Picking up speed now and reading is getting so much easier!
"Never, never, never give up" ( Winston Churchill)
Did my best today but there were too many other things to do....8 km run, watch speed skating World Cup in Norway and catch up on some Oscar nominated films and documentries.
Reading french is like learing to jog. Keep practicing 4 - 5 times a week, take a rest regularly and suddenly one day you can run/read equal to a 10 km race!
Once I choose the french classic, my first thoughts are: "I'll never finish this one!" After 400 pages the task gets easier. Today, lots of dialogue and I met brigands (rascals), gueux (beggers), buveurs (drinkers), larrons (thieves) and rôdeurs (stalkers). ...123 page to read.
Best chapter "Lasciate Ogni Speranza" (abandon all hope). Claude Frollo, the celibate priest is obsessed with La Esmerelda. 10 pages of lust, longing and her revulsion.

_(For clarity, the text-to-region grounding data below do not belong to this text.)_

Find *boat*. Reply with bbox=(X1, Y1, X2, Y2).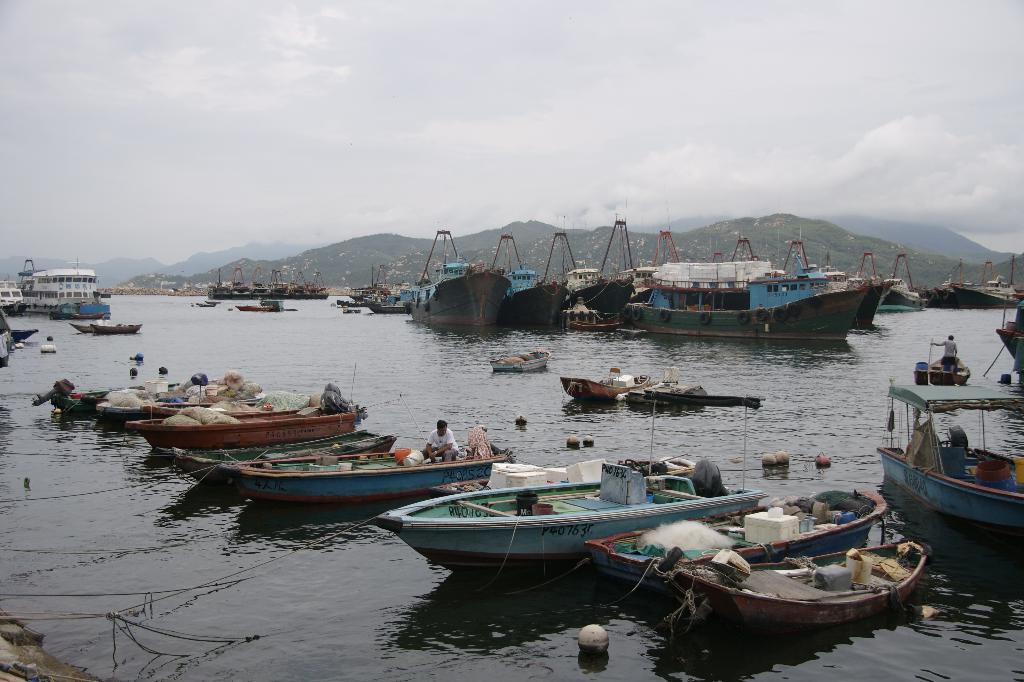
bbox=(6, 327, 40, 345).
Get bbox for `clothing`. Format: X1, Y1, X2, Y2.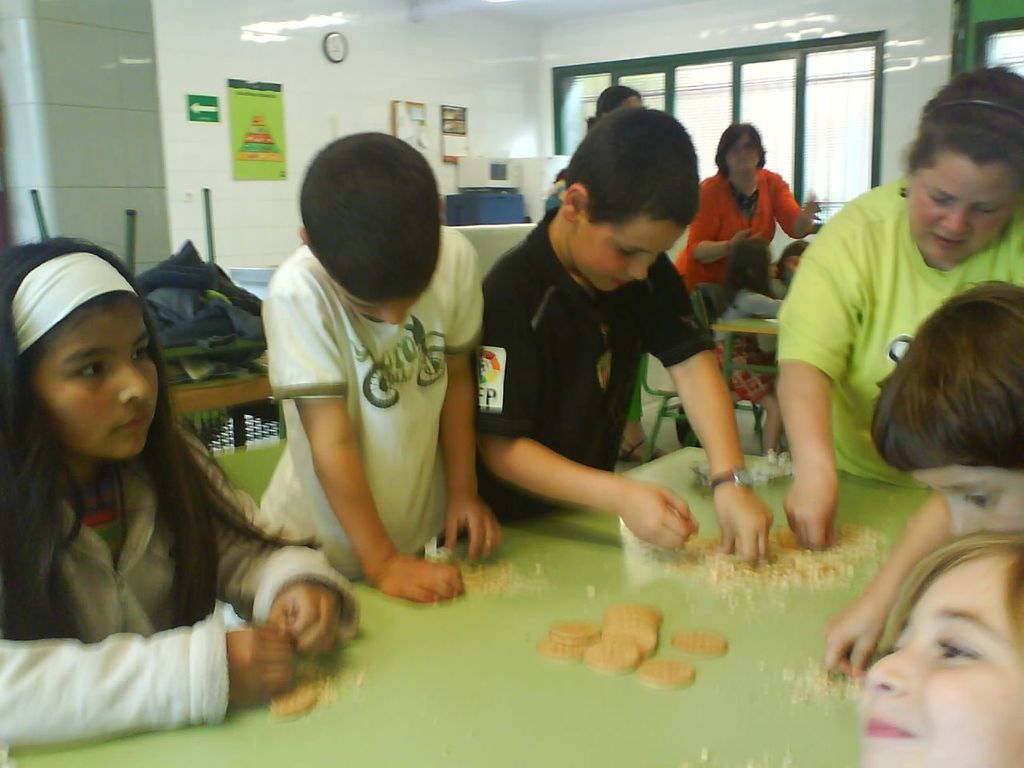
0, 348, 317, 752.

CF offers to save her from the gallows. Her answer: Rien ne nous réunira, pas meme l'enfer! ( nothing will unite us, not even hell).

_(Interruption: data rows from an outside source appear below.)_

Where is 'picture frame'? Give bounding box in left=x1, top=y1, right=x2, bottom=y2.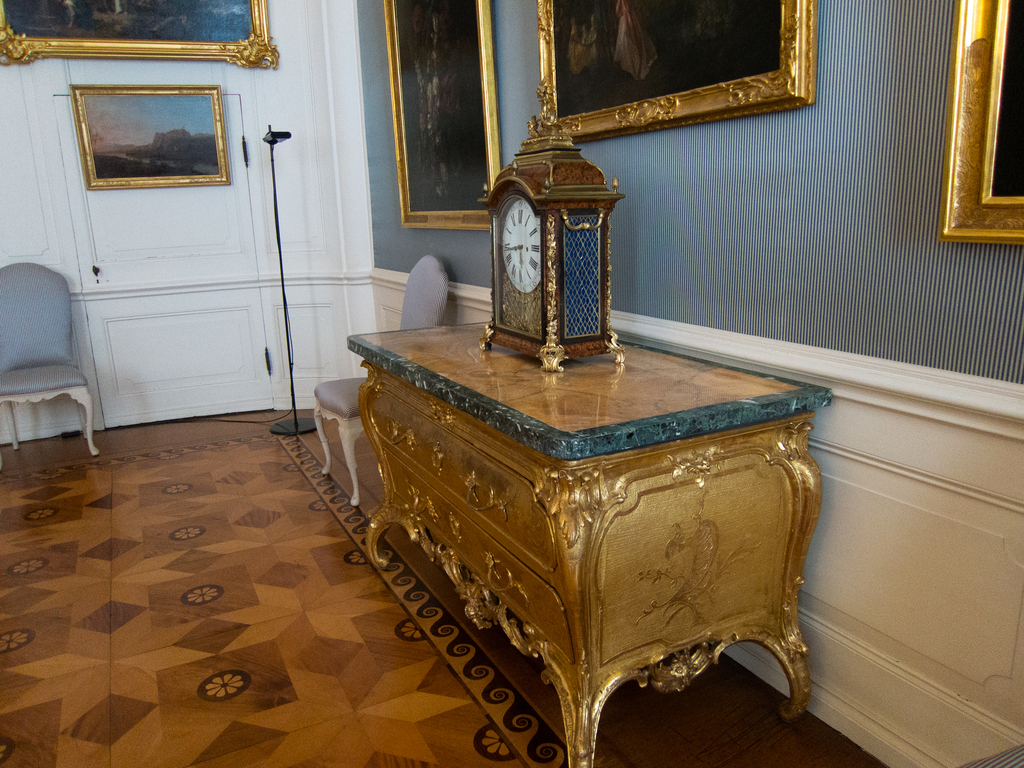
left=536, top=0, right=816, bottom=138.
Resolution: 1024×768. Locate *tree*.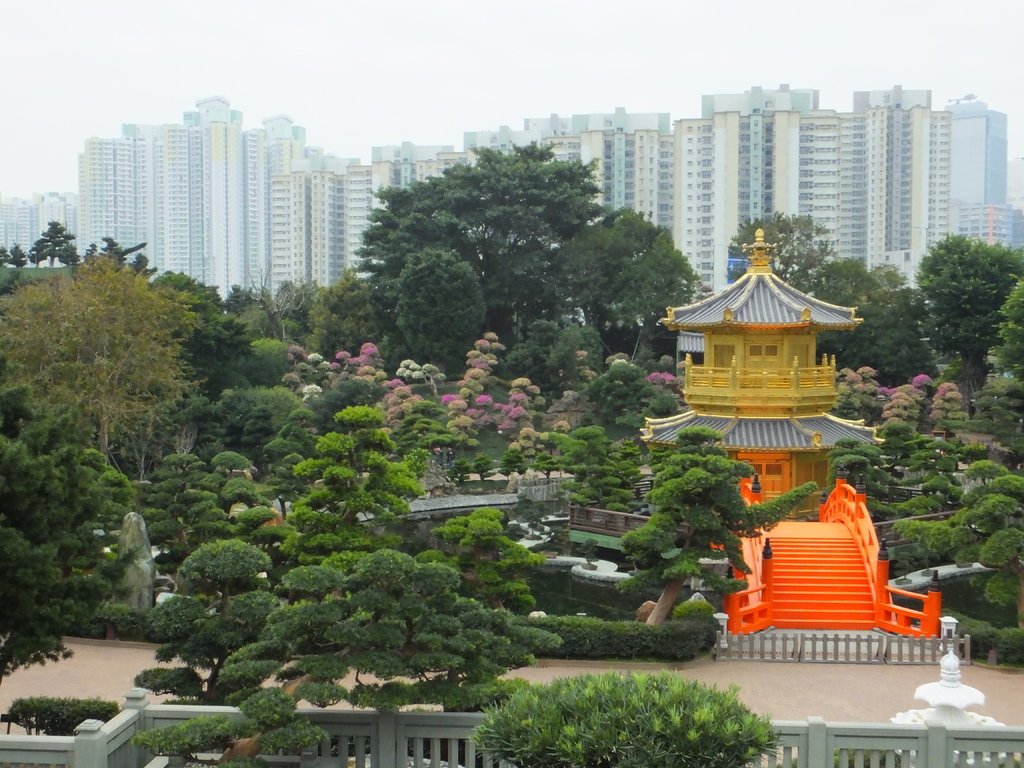
(left=908, top=447, right=964, bottom=511).
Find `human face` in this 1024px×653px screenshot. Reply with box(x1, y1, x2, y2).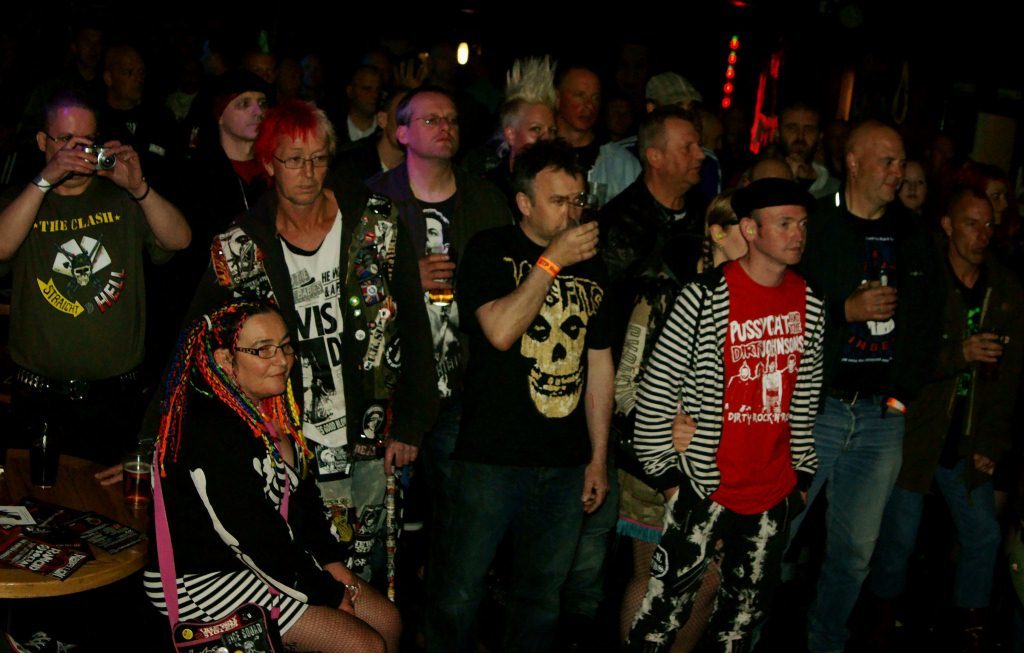
box(223, 91, 266, 141).
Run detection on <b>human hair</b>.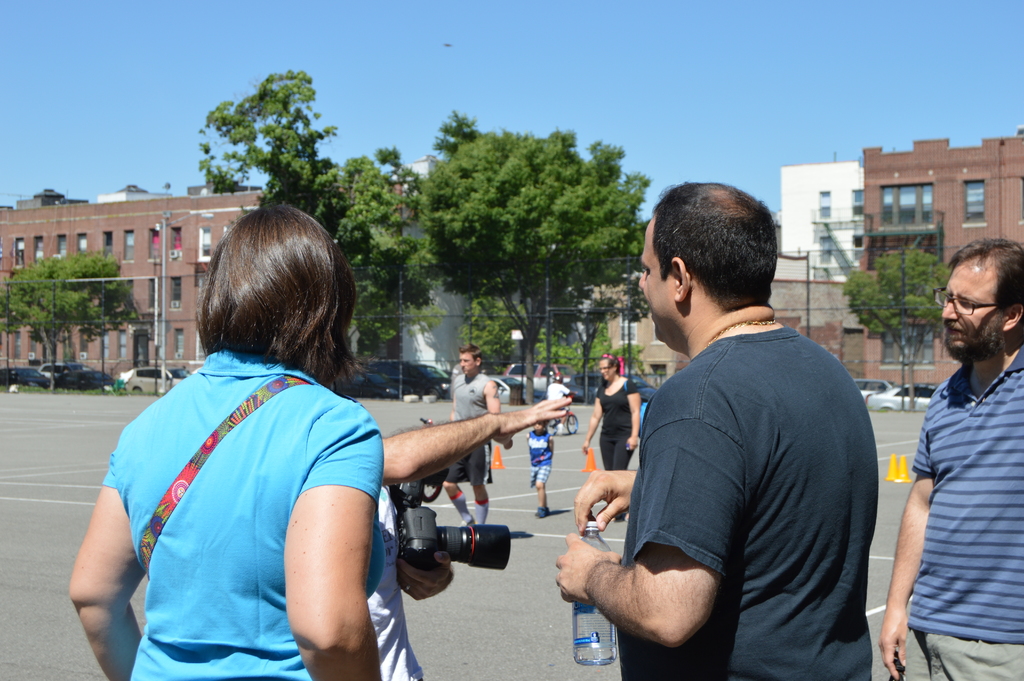
Result: Rect(650, 181, 775, 304).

Quasimodo rescues La Esmerelda from the gallows and hides her in the church. Victor Hugo has written about a tender love story b/t the beauty and the beast. These last chapters took my breath away. "Ne regarde pas la figure, jeune fille, regarde le coeur...."

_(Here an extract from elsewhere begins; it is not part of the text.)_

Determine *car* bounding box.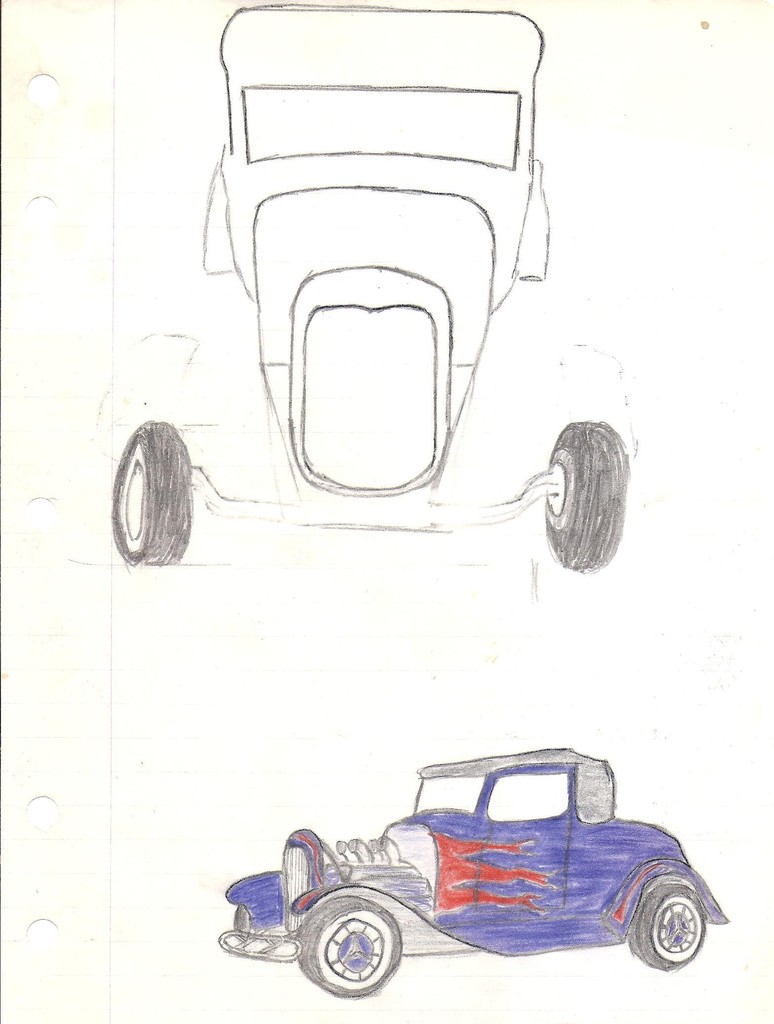
Determined: 108 1 627 575.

How does the book end? I don't know. Never read the book or saw the movie, so I am waiting for the "dénouement". Book has 536 pages, 11 books, 59 chapters and published in 1831. Statistics: read 87.7 % and have just 66 pages to go!
59 chapters, some boring, some full of Gothic architecture info and some in which it feels as if the characters seem to be breathing off the pages! Don't miss the exciting writing describing Quasimodo defending the Notre-Dame form an attack by the medieval rabble. Are the just trying to free La Esmerelda or strip the altars an the church of its wealth? You decide!" Just 31 more pages!!!
Finally I have reached " le fini" ....the end.
Victor Hugo has enriched my reading pleasure, more than Gustave Flaubert. Style, structure, language and I must admit a love story filled to the brim with melodrama! He exaggerates plot and characters in order to appeal to the emotions.
Victor Hugo even gave met wonderful advice ( found in a love letter to his mistress Juliette Drouet) which keeps met going while struggling with the french language:
“Time can never hang heavy when
one is laboring honestly; study carries more
flowers than thorns.”
http://ipsofactodotme.wordpress.com/2013/03/23/notre-dame-de-paris/
Of all the classic french writers I have read so far ( in french) Flaubert, Maupassant Daudet....Victor Hugo is the most likeable . Faubert was complex, Maupassant had an axe to grind ( politics and it's influence on journalism) and Daudet was a homesick writer in Paris who longed for his warm Provence. Hugo is just a great story teller with a knack for keeping the "text" rolling along in compact, lucid and readable french.